Despite this unfortunate incident, I was charmed to pieces by the other company, especially Stefano the singer who had led the serenata the previous night. He was upset that the DJ wasn't letting him play often enough (although he had already regaled the bride and groom several times), and with his injured air, his guitar and smile, he was the classic picture of the underappreciated artist. He and the Mister got to talking about politics, and it turns out that his views are somewhere in the idealist-Marxist-anarchist range, anti-institutional and pro-equality. Somehow this was entirely of a piece with the music and the self-absorption, and I felt that I had just gotten to know one of the people I read about for my thesis on 1930s Spain: the tragic artist, the anarcho-idealist. Lofty pride and political conviction, softened by the romantic strumming and the twinkle of humor in his eyes.
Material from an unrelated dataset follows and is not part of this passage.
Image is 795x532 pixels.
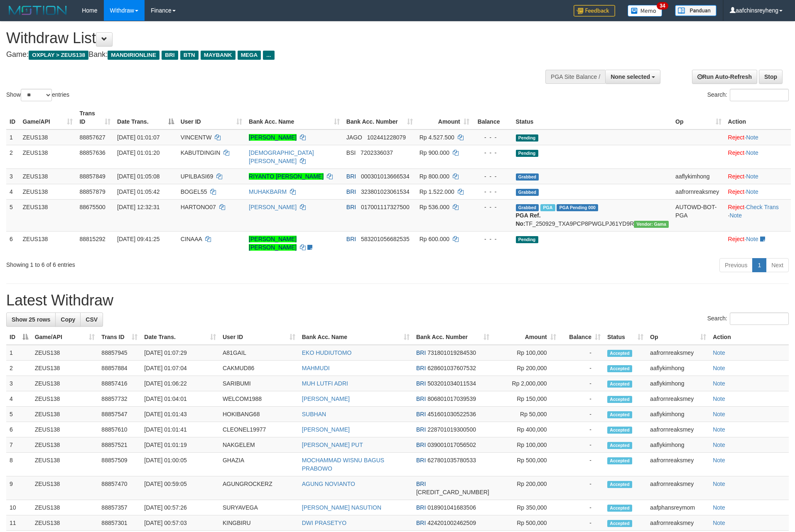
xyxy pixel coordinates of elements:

Hours of eating, one spectacular espresso, and a bit of dancing later, the Mister and I decided to retire to our room, thinking that the party was winding down. After a good two and a half hours, we came down to take a stroll, and the party was still going on, our friend Stefano slumped on a bench and strumming melancholy melodies on his guitar into the night air.

***

I'm going to stop here, but in the next installment, I describe the events of the day after, which in some ways were even more fable-like than the wedding itself. Oh, and I should mention that the pink dress was perfect! I was perhaps even a bit more gussied up than some guests, but as I said last week, overdressed is better than underdressed.

5 comments:

Sara, Ms Adventures in Italy said...

I randomly found your blog through a Google alert but I loved your account of the wedding. Very nicely done. :)

Rocas said...

No joke; it felt as if
I was actually there. Wonderfully descriptive and beautifully done.
Bravo!

Can Bass 1 said...

I went to a wedding once - my own. My wife insisted I attend in spite of my presenting her with a doctor's note confirming my deep-seated allergy to spats.

Anonymous said...

19 luglio 2008 a Napoli Daniele e Laura fanno una festa riunendo alcune persone presenti al matrimonio in sardegna. Sei invitata assieme a tuo marito. ciao

molly said...

I would not normally comment on the blog of a complete stranger, but I am a good friend of Mrs. Too-Friendly. Obviously, I do not consider her too friendly. She is enthusiastic and affectionate, and today she, her husband, and I had a kind and friendly chuckle about your concerns about your tush. People here touch each other more than they do in Nordic climes, and perhaps more than the Spanish do, as well, although my Spanish colleague is also very physical. I am sure my friend did not "grab" your tush, although she thinks she may have tried to get past you to see the groom, whom she has known since he was a child. You are much taller than my friend is. Another cultural heads-up: it is considered good manners in Italy, if a woman is talking one-on-one to a married man, to make some complimentary reference to his wife. When I left my friend's house today, we exchanged lots of cheek to cheek kisses, the kind you find difficult to witness.

Please never underestimate the extension of the world wide web. People will read your descriptions of themselves and of other people. Any insinuation you make will be read by somebody. Intelligent people know that all writing comes from the fantasy of the writer, but you run the risk of hurting people without that intention.